Of course, for practising the craft of head-feeling, all you needed were a pair of hands, a good spatial sense, and a map of the mental organs fixed firmly in your mind. But Lorenzo Niles Fowler was more than a phrenologist. He was also showman and evangelist, whose personal belief was that the market for phrenology had never been so vigorous, not even in its heyday in his native United States. Why, already on this trip to the Isle of Wight he had used a cursory reading to pay the carter from Yarmouth, telling him, ‘Such a large Self Esteem you have! And what Amativeness!’ Gratified by this mysterious, flattering talk from an exotic foreigner, the normally morose carter had gladly waived the fee when he dropped his passengers at the Albion Hotel, right on the edge of the bay. Lorenzo smiled. It worked every time. Tell people they have abnormally large Amativeness (sexuality by a fancier name) and they are well disposed to phrenology – and phrenologists – for ever after.
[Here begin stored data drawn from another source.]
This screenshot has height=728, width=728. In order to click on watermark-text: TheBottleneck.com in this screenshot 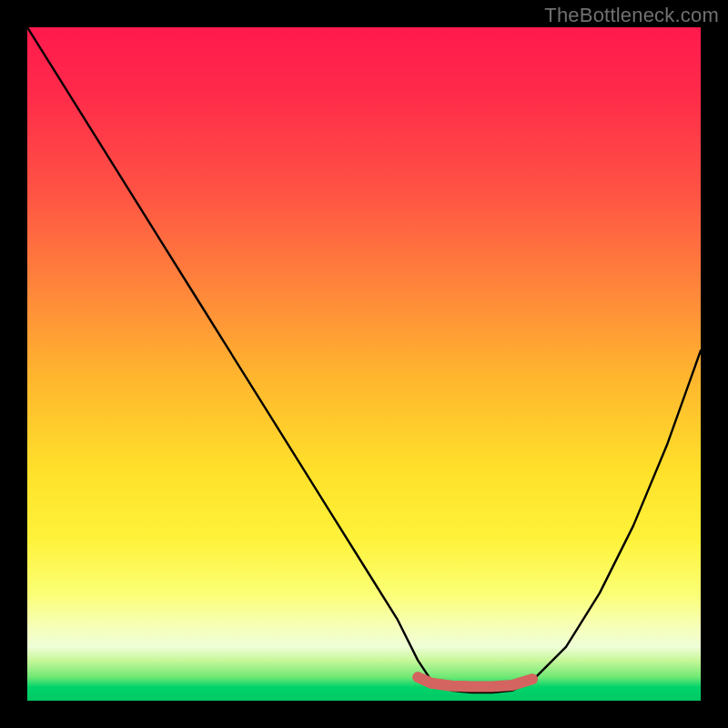, I will do `click(632, 15)`.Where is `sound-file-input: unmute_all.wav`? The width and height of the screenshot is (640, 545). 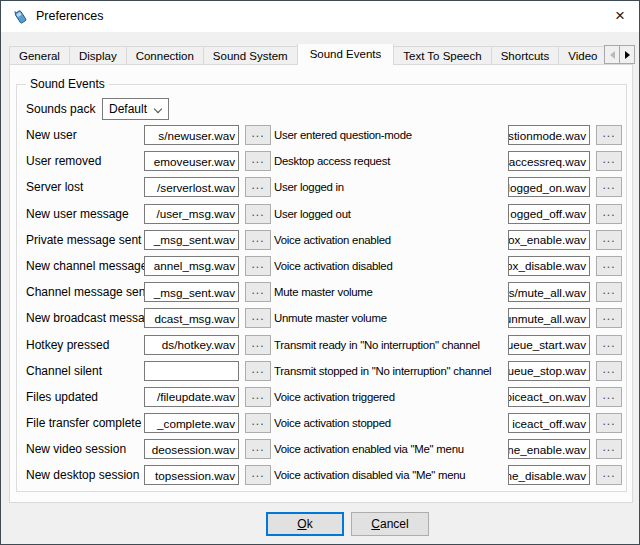 sound-file-input: unmute_all.wav is located at coordinates (549, 318).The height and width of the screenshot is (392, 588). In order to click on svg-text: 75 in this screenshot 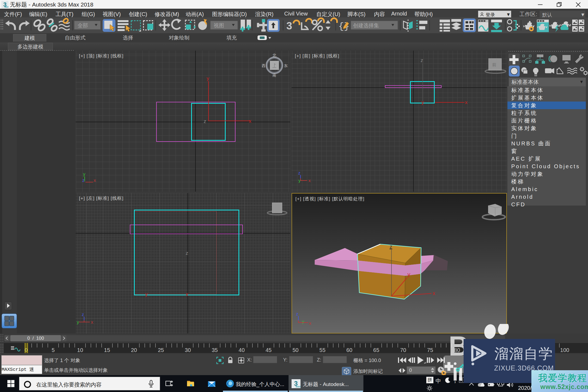, I will do `click(430, 350)`.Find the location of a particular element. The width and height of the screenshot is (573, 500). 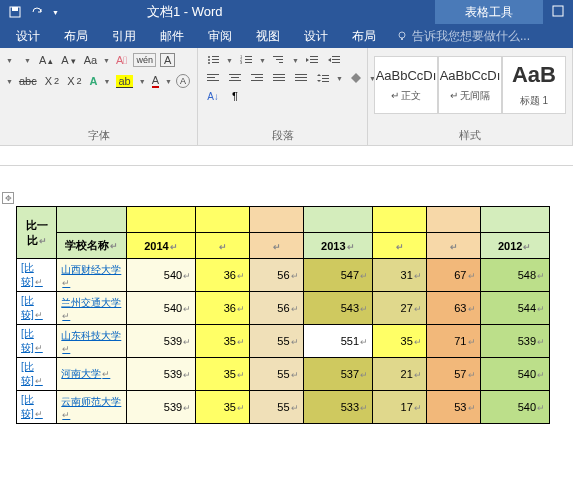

It’s just something they happen to enjoy hearing.
Jessie was awake and dressed already, playing with heads in the chintzy sitting room. She was eight, and precocious, and though the scene might strike an outsider as altogether gruesome, she was happy enough, having known no other dollies in her life save these big bald plaster ones with nothing below the neck. Poor kid. She had no idea how it looked. Not only were there detached heads all over the floor, but she had on a thick dress of red tartan – a tragically bad choice when you consider the ginger hair.